POETRY · BIOGRAPHY
Andrei Codrescu
Andrei Codrescu is a Romanian-born American poet, novelist, essayist, screenwriter, and commentator for National Public Radio. - Wikipedia
My nature is the city.
— from Hail Babylon!, 1998
Most acclaimed

The Blood Countess
1995
Countess Elizabeth Bathory of Hungary (1560-1613) was beautiful, well educated in the best traditions of the Renaissance, and wealthy beyond measure. Upon assuming her seat of power at the age of sixteen, the Countess set out upon a course of revelry and debauchery, aided by her spiritual adviser, Darvulia, and by her faithful bevy of overwrought maids. Eventually, time and an excess of increasingly bizarre pleasures led the Countess to fear the loss of her beauty. She was advised by her witches to take baths in the blood of virgins to regenerate her body. A long procession of young girls were "chosen" to spend the night with Elizabeth. Six hundred and fifty young women are said to have died in the Countess's castles. Countess Elizabeth Bathory's direct descendant, Drake Bathory-Kereshtur, is a Hungarian emigre living in New York near the end of the twentieth century. He considers himself a failure at life. His relationships with women have been disasters. He is haunted by the Hungary of his youth, which he had to flee during the Hungarian revolution of 1956. After the collapse of Communism, he returned to Hungary to find his youth, but found instead something a lot more horrifying: the pervasive presence of his ancestor, Countess Bathory. When he returns to the United States, he confesses to a hideous crime before a New York magistrate. This exquisite novel is told through Drake's eyes, as he searches for his roots and comes to terms with this gruesome part of his family history.

Thomas Mann
1967
Thomas Mann is a literary biography in the grand tradition by the acclaimed biographer of Proust, Sartre, and Kafka. Ronald Hayman offers the first complete portrait in English of the Nobel Prize-winning German novelist, and the first to draw on Mann's unexpurgated diaries. Thomas Mann, author of Death in Venice, The Magic Mountain, Buddenbrooks, and Joseph and His Brothers, was a man with secrets. Ronald Hayman uncovers a brilliant writer's masks and brings to the fore the private man: his bisexuality, his obsession with "keeping up appearances," and the deep guilt feelings that plagued him for nearly fifty years. Hayman is the first biographer to show the extent to which Mann presented a sanitized self-portrait in his novels, stories, essays, photographs, public appearances, broadcasts, and articles. The world took Mann to be a self-controlled, elegant, dignified, supremely self-assured, rather aloof man. Wanting this image to survive his death, Mann incinerated most of his diaries and stipulated that the five thousand manuscript pages he had spared should be kept under seal for twenty years after his death. In reality, as these newly available diaries attest, Mann was subject to fits of nervous trembling, convulsive sobbing, and moments of sexual embarrassment. ("It can scarcely be impotence," he recorded in 1920. "How would it be if there were a young man at my disposal?") When his novels are reread in the perspective of the diaries, new meanings emerge, as do new interconnections between the problems of the characters and those of the author. As Hayman demonstrates in vivid and illuminating detail, Mann overcame literary inhibitions by speaking freely about his inner life through fictional characters apparently dissimilar to himself. As Mann once wrote to a friend, his trick was to find "novelistic forms and masks which can be displayed in public as a means of relaying my love, my hatred, my sympathy, my contempt, my pride, my scorn and the accusations I want to make.". Drawing on extensive research, including not only the as-yet-unpublished final volumes of Mann's diaries but also new interviews with Mann's children, Ronald Hayman moves behind Mann's public persona to bring forth startling reinterpretations of his novels, stories, and criticism, and to reveal an extraordinarily complex and often misunderstood genius.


__Aim of the task__. Tally how many lines of these entries hold the string "elements". Return the number alone.

__Data for review__.
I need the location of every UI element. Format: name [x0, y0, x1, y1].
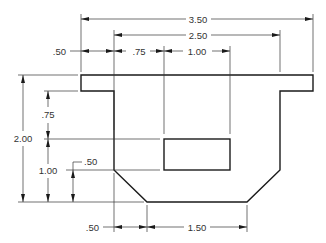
dim-label: 2.50: [189, 30, 208, 41]
dim-overall-width: 3.50: [81, 14, 313, 25]
dim-overall-height: 2.00: [14, 75, 33, 202]
dim-slot-height-from-base: 1.00: [39, 139, 58, 202]
dim-chamfer-width: .50: [86, 222, 147, 233]
dim-wall-to-slot: .75: [41, 91, 54, 139]
dim-label: 3.50: [189, 14, 208, 25]
dim-inner-width: 2.50: [114, 30, 280, 41]
dim-label: .50: [84, 156, 97, 167]
dim-label: .50: [53, 46, 66, 57]
extension-lines-left: [18, 75, 160, 202]
dim-label: 1.00: [39, 165, 58, 176]
dim-slot-width: 1.00: [164, 46, 230, 57]
dim-label: .50: [86, 222, 99, 233]
slot-outline: [164, 139, 230, 170]
dim-label: 1.50: [188, 222, 207, 233]
dim-base-width: 1.50: [147, 222, 247, 233]
dim-label: 1.00: [188, 46, 207, 57]
dim-label: .75: [41, 109, 54, 120]
technical-drawing: 3.50 2.50 .50 .75 1.00 2.00: [0, 0, 326, 243]
dim-slot-offset: .75: [114, 46, 164, 57]
dim-label: .75: [132, 46, 145, 57]
dim-chamfer-height: .50: [71, 156, 97, 202]
dim-label: 2.00: [14, 133, 33, 144]
dim-flange-overhang-left: .50: [53, 46, 114, 57]
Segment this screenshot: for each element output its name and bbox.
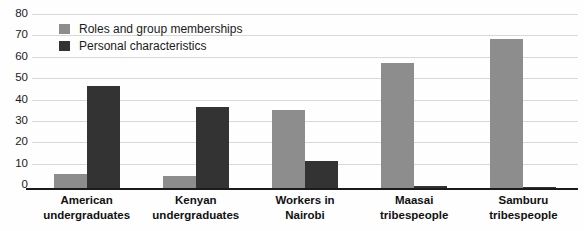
y-axis-tick-label: 0: [2, 179, 28, 191]
bar-personal: [196, 107, 229, 189]
bar-roles: [490, 39, 523, 189]
bar-chart: 01020304050607080 Americanundergraduates…: [0, 0, 584, 231]
category-label-line: Samburu: [458, 193, 584, 208]
y-axis-tick-label: 80: [2, 8, 28, 20]
y-axis-tick-label: 30: [2, 115, 28, 127]
legend-swatch-icon-personal: [59, 41, 70, 51]
x-axis-baseline: [26, 188, 578, 190]
y-axis-tick-label: 50: [2, 72, 28, 84]
category-label: Samburutribespeople: [458, 193, 584, 222]
y-axis-tick-label: 10: [2, 158, 28, 170]
bar-group: [381, 14, 447, 189]
y-axis-tick-label: 70: [2, 30, 28, 42]
chart-legend: Roles and group memberships Personal cha…: [59, 21, 242, 55]
legend-item-roles: Roles and group memberships: [59, 21, 242, 36]
category-label-line: tribespeople: [458, 208, 584, 223]
bar-group: [490, 14, 556, 189]
bar-roles: [381, 63, 414, 189]
legend-swatch-icon-roles: [59, 24, 70, 34]
bar-personal: [87, 86, 120, 189]
bar-roles: [54, 174, 87, 189]
bar-personal: [305, 161, 338, 189]
y-axis-tick-label: 20: [2, 137, 28, 149]
y-axis-tick-label: 60: [2, 51, 28, 63]
legend-item-personal: Personal characteristics: [59, 38, 242, 53]
y-axis-tick-label: 40: [2, 94, 28, 106]
bar-group: [272, 14, 338, 189]
bar-roles: [272, 110, 305, 189]
legend-label-personal: Personal characteristics: [79, 40, 206, 52]
legend-label-roles: Roles and group memberships: [79, 23, 242, 35]
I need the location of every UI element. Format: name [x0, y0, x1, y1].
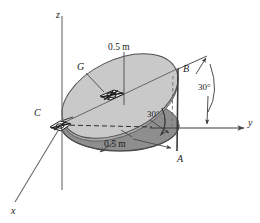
dimension-label-radius-bottom: 0.5 m [104, 140, 126, 150]
x-axis [15, 124, 62, 202]
point-label-B: B [183, 64, 189, 74]
angle-label-incline-outer: 30° [198, 83, 211, 92]
point-label-C: C [34, 108, 41, 118]
dimension-label-radius-top: 0.5 m [108, 43, 130, 53]
figure-canvas: z y x G C B A 0.5 m 0.5 m 30° 30° [0, 0, 260, 223]
angle-label-incline-inner: 30° [147, 110, 160, 119]
axis-label-x: x [11, 206, 15, 216]
axis-label-z: z [56, 10, 60, 20]
point-label-A: A [177, 154, 183, 164]
point-label-G: G [77, 62, 84, 72]
segment-B-to-A [177, 69, 178, 151]
axis-label-y: y [248, 118, 252, 128]
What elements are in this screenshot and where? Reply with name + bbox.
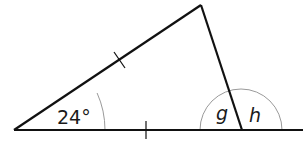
angle-label-h: h xyxy=(249,104,261,126)
left-side xyxy=(14,5,201,130)
triangle-diagram: 24° g h xyxy=(0,0,303,144)
angle-label-24: 24° xyxy=(57,106,91,128)
angle-arc-24 xyxy=(97,93,105,130)
angle-label-g: g xyxy=(216,102,228,124)
left-side-equal-mark xyxy=(114,52,125,68)
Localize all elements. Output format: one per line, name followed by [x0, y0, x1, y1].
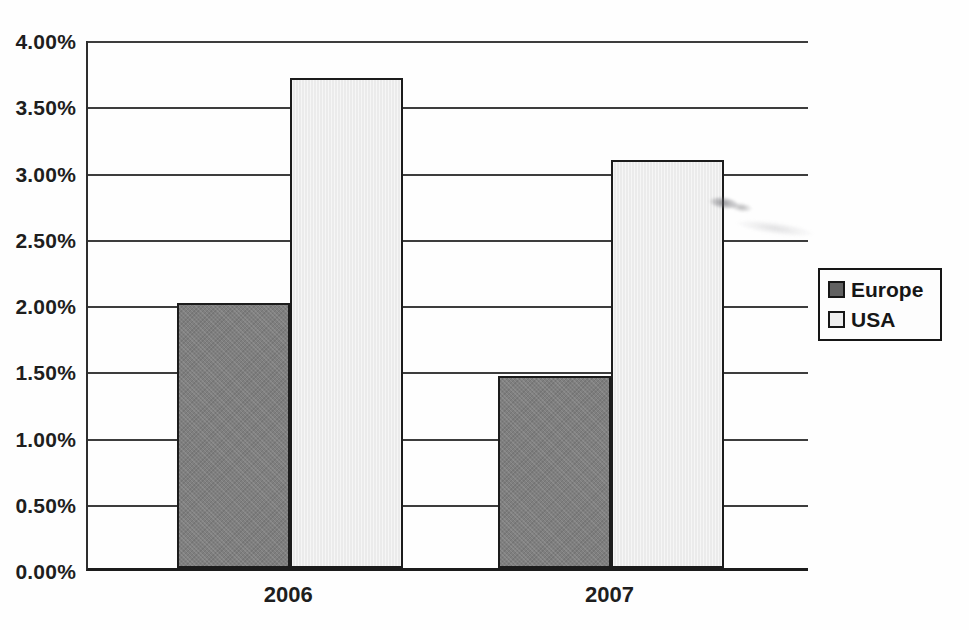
bar-europe-2006 — [177, 303, 290, 568]
x-category-label: 2006 — [213, 582, 363, 608]
y-tick-label: 2.50% — [15, 228, 76, 254]
bar-europe-2007 — [498, 376, 611, 568]
y-tick-label: 1.00% — [15, 427, 76, 453]
y-axis-labels: 0.00%0.50%1.00%1.50%2.00%2.50%3.00%3.50%… — [0, 41, 76, 571]
x-category-label: 2007 — [534, 582, 684, 608]
legend-label-europe: Europe — [851, 279, 923, 300]
plot-area — [86, 41, 808, 571]
y-tick-label: 0.50% — [15, 493, 76, 519]
europe-swatch-icon — [828, 281, 845, 298]
bar-chart-figure: 0.00%0.50%1.00%1.50%2.00%2.50%3.00%3.50%… — [0, 0, 969, 630]
legend-item-usa: USA — [828, 309, 932, 330]
legend: Europe USA — [818, 268, 942, 341]
y-tick-label: 3.50% — [15, 95, 76, 121]
legend-label-usa: USA — [851, 309, 895, 330]
y-tick-label: 1.50% — [15, 360, 76, 386]
usa-swatch-icon — [828, 311, 845, 328]
y-tick-label: 4.00% — [15, 29, 76, 55]
gridline — [88, 41, 808, 43]
x-axis-labels: 20062007 — [86, 582, 808, 614]
y-tick-label: 3.00% — [15, 162, 76, 188]
bar-usa-2006 — [290, 78, 403, 568]
bar-usa-2007 — [611, 160, 724, 568]
gridline — [88, 107, 808, 109]
legend-item-europe: Europe — [828, 279, 932, 300]
y-tick-label: 0.00% — [15, 559, 76, 585]
y-tick-label: 2.00% — [15, 294, 76, 320]
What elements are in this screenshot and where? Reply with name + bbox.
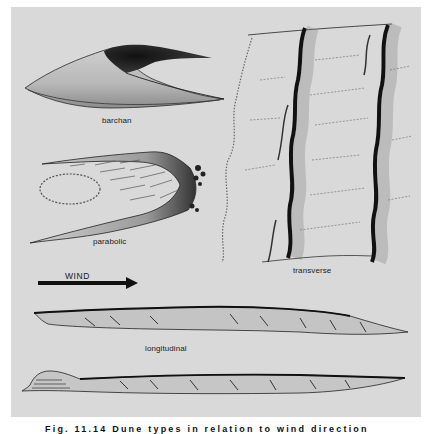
barchan-dune — [25, 45, 224, 108]
dune-illustration — [11, 7, 421, 417]
figure-caption: Fig. 11.14 Dune types in relation to win… — [45, 424, 369, 434]
label-transverse: transverse — [293, 266, 331, 275]
label-longitudinal: longitudinal — [145, 344, 187, 353]
parabolic-dune — [30, 152, 206, 243]
longitudinal-dune-upper — [34, 307, 408, 334]
longitudinal-dune-lower — [22, 371, 405, 394]
figure-panel: barchan parabolic transverse longitudina… — [11, 7, 421, 417]
label-barchan: barchan — [102, 116, 132, 125]
label-parabolic: parabolic — [93, 237, 126, 246]
label-wind: WIND — [65, 271, 90, 281]
transverse-dunes — [222, 24, 412, 262]
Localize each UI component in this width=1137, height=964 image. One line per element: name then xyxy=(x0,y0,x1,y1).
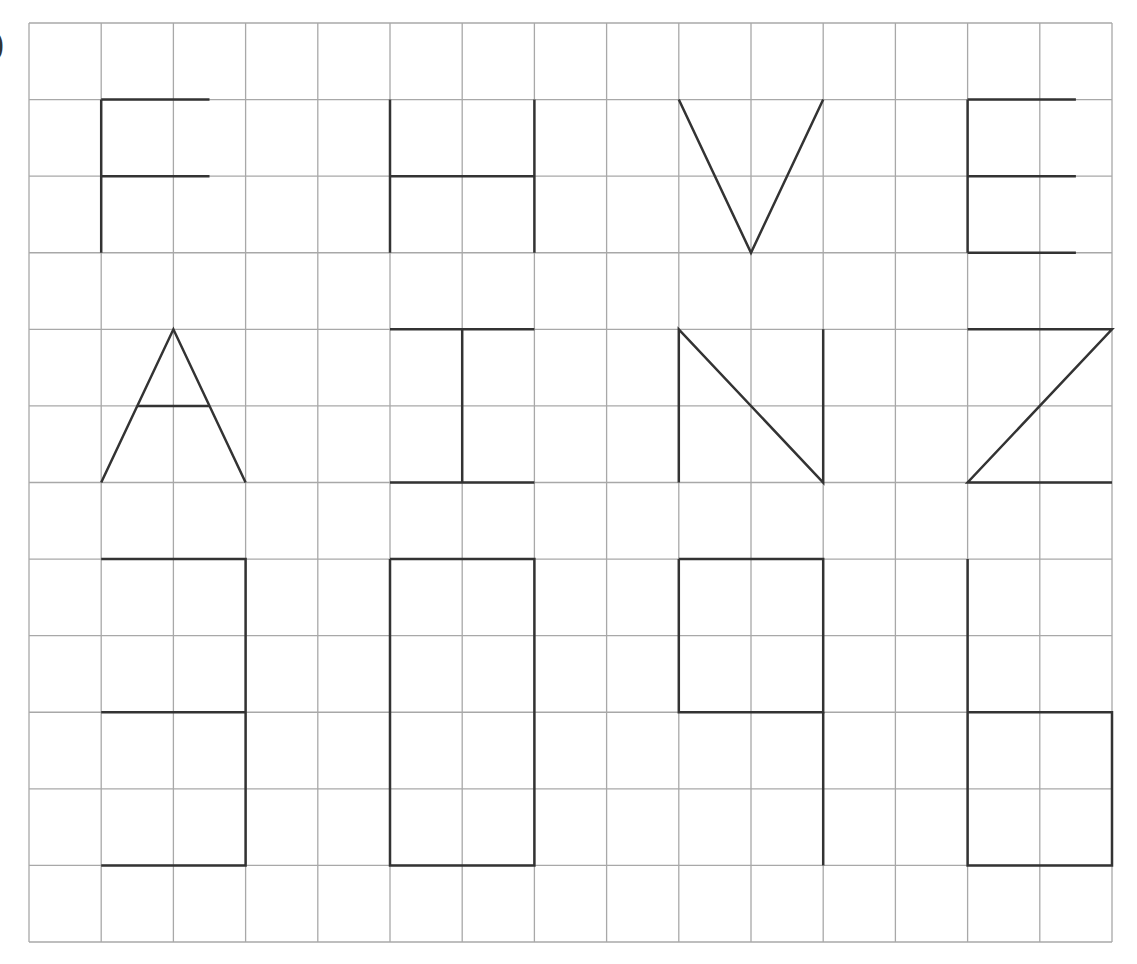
letter-E xyxy=(968,100,1076,253)
grid-drawing xyxy=(0,0,1137,964)
grid-lines xyxy=(29,23,1112,942)
letter-F xyxy=(101,100,209,253)
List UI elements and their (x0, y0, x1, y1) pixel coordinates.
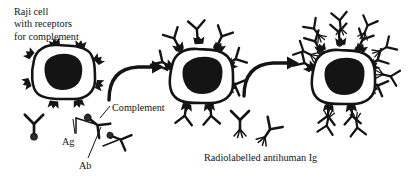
leader-line-ab (88, 127, 101, 158)
free-radiolabelled-ig-1 (231, 111, 249, 138)
cell-nucleus-stage1 (44, 54, 82, 90)
label-antigen: Ag (62, 136, 74, 148)
label-antibody: Ab (79, 160, 91, 172)
label-radiolabelled-antihuman-ig: Radiolabelled antihuman Ig (204, 152, 317, 164)
leader-line-complement (100, 106, 110, 118)
stage-3-raji-cell-with-radiolabelled-ig (293, 12, 400, 137)
cell-nucleus-stage2 (182, 57, 222, 94)
free-antibody-with-complement (25, 115, 43, 140)
arrow-stage1-to-stage2 (109, 61, 164, 101)
caption-raji-cell: Raji cell with receptors for complement (14, 6, 79, 43)
stage-1-raji-cell-bare (21, 37, 106, 110)
free-radiolabelled-ig-2 (253, 117, 283, 149)
figure-canvas: Raji cell with receptors for complement … (0, 0, 418, 182)
cell-nucleus-stage3 (324, 58, 364, 95)
arrow-stage2-to-stage3 (244, 57, 299, 97)
stage-2-raji-cell-with-immune-complexes (151, 20, 247, 125)
ag-ab-complement-complex-1 (76, 108, 110, 137)
ag-ab-complement-complex-2 (103, 127, 131, 151)
leader-line-ag (73, 119, 75, 134)
label-complement: Complement (112, 102, 165, 114)
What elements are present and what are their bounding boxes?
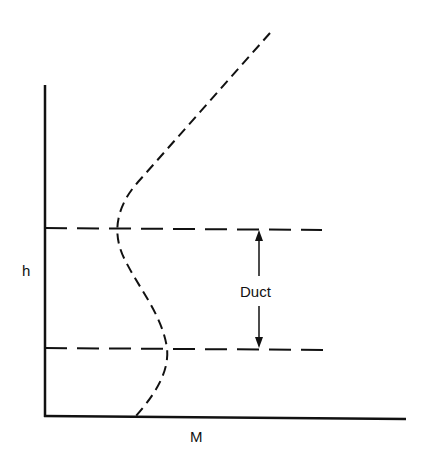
x-axis-label: M bbox=[190, 428, 203, 445]
duct-label: Duct bbox=[240, 283, 271, 300]
arrow-up-icon bbox=[255, 230, 263, 241]
m-profile-curve bbox=[117, 33, 270, 417]
duct-bottom-line bbox=[45, 348, 326, 350]
duct-top-line bbox=[45, 228, 322, 230]
y-axis-label: h bbox=[22, 262, 30, 279]
duct-diagram bbox=[0, 0, 426, 463]
x-axis bbox=[44, 416, 406, 419]
arrow-down-icon bbox=[255, 337, 263, 348]
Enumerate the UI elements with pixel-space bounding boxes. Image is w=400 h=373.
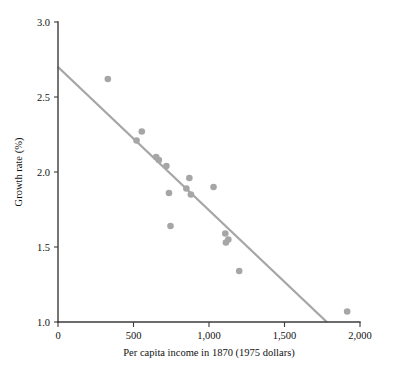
data-points-group: 330, 2.62520, 2.21555, 2.27650, 2.1668, … <box>105 76 351 315</box>
y-tick-label: 1.0 <box>37 317 50 328</box>
data-point: 1128, 1.55 <box>225 236 232 243</box>
data-point: 880, 1.85 <box>188 191 195 198</box>
data-point: 870, 1.96 <box>186 175 193 182</box>
y-tick-label: 2.0 <box>37 167 50 178</box>
axes-group <box>54 22 360 327</box>
data-point: 1030, 1.9 <box>210 184 217 191</box>
data-point: 520, 2.21 <box>133 137 140 144</box>
y-axis-title: Growth rate (%) <box>13 137 25 206</box>
data-point: 1200, 1.34 <box>236 268 243 275</box>
y-tick-label: 3.0 <box>37 17 50 28</box>
data-point: 745, 1.64 <box>167 223 174 230</box>
x-tick-label: 2,000 <box>348 330 372 341</box>
x-tick-label: 0 <box>55 330 60 341</box>
data-point: 735, 1.86 <box>166 190 173 197</box>
x-tick-label: 500 <box>126 330 142 341</box>
x-tick-label: 1,000 <box>197 330 221 341</box>
data-point: 718, 2.04 <box>163 163 170 170</box>
scatter-plot-figure: 330, 2.62520, 2.21555, 2.27650, 2.1668, … <box>0 0 400 373</box>
x-axis-title: Per capita income in 1870 (1975 dollars) <box>123 347 295 359</box>
data-point: 850, 1.89 <box>183 185 190 192</box>
data-point: 330, 2.62 <box>105 76 112 83</box>
data-point: 1108, 1.59 <box>222 230 229 237</box>
y-tick-label: 1.5 <box>37 242 50 253</box>
data-point: 1915, 1.07 <box>344 308 351 315</box>
data-point: 555, 2.27 <box>139 128 146 135</box>
plot-canvas: 330, 2.62520, 2.21555, 2.27650, 2.1668, … <box>0 0 400 373</box>
y-tick-label: 2.5 <box>37 92 50 103</box>
data-point: 668, 2.08 <box>156 157 163 164</box>
tick-labels-group: 1.01.52.02.53.005001,0001,5002,000 <box>37 17 372 341</box>
x-tick-label: 1,500 <box>273 330 297 341</box>
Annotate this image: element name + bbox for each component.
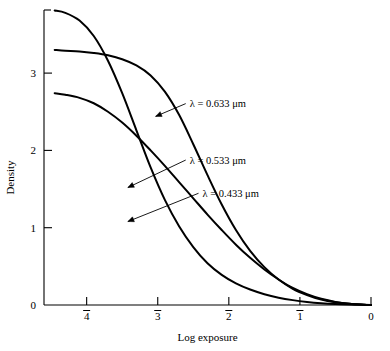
leader-arrowhead <box>156 112 163 117</box>
x-tick-label: 4 <box>84 310 90 322</box>
y-tick-label: 3 <box>31 67 37 79</box>
characteristic-curve-figure: 012343210 λ = 0.633 μmλ = 0.533 μmλ = 0.… <box>0 0 390 351</box>
leader-arrowhead <box>128 183 135 188</box>
y-tick-label: 1 <box>31 222 37 234</box>
curve-lambda-0.533 <box>55 93 371 305</box>
x-tick-label: 2 <box>226 310 232 322</box>
y-axis-title: Density <box>4 160 16 195</box>
y-tick-label: 2 <box>31 144 37 156</box>
series-label: λ = 0.433 μm <box>203 188 259 199</box>
chart-canvas: 012343210 λ = 0.633 μmλ = 0.533 μmλ = 0.… <box>0 0 390 351</box>
x-tick-label: 0 <box>368 310 374 322</box>
series-label: λ = 0.633 μm <box>190 98 246 109</box>
y-tick-label: 0 <box>31 299 37 311</box>
x-tick-label: 3 <box>155 310 161 322</box>
leader-arrowhead <box>128 217 135 222</box>
series-label: λ = 0.533 μm <box>190 155 246 166</box>
x-axis-title: Log exposure <box>177 331 237 343</box>
curve-lambda-0.633 <box>55 50 371 305</box>
x-tick-label: 1 <box>297 310 303 322</box>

__Task answer__. 6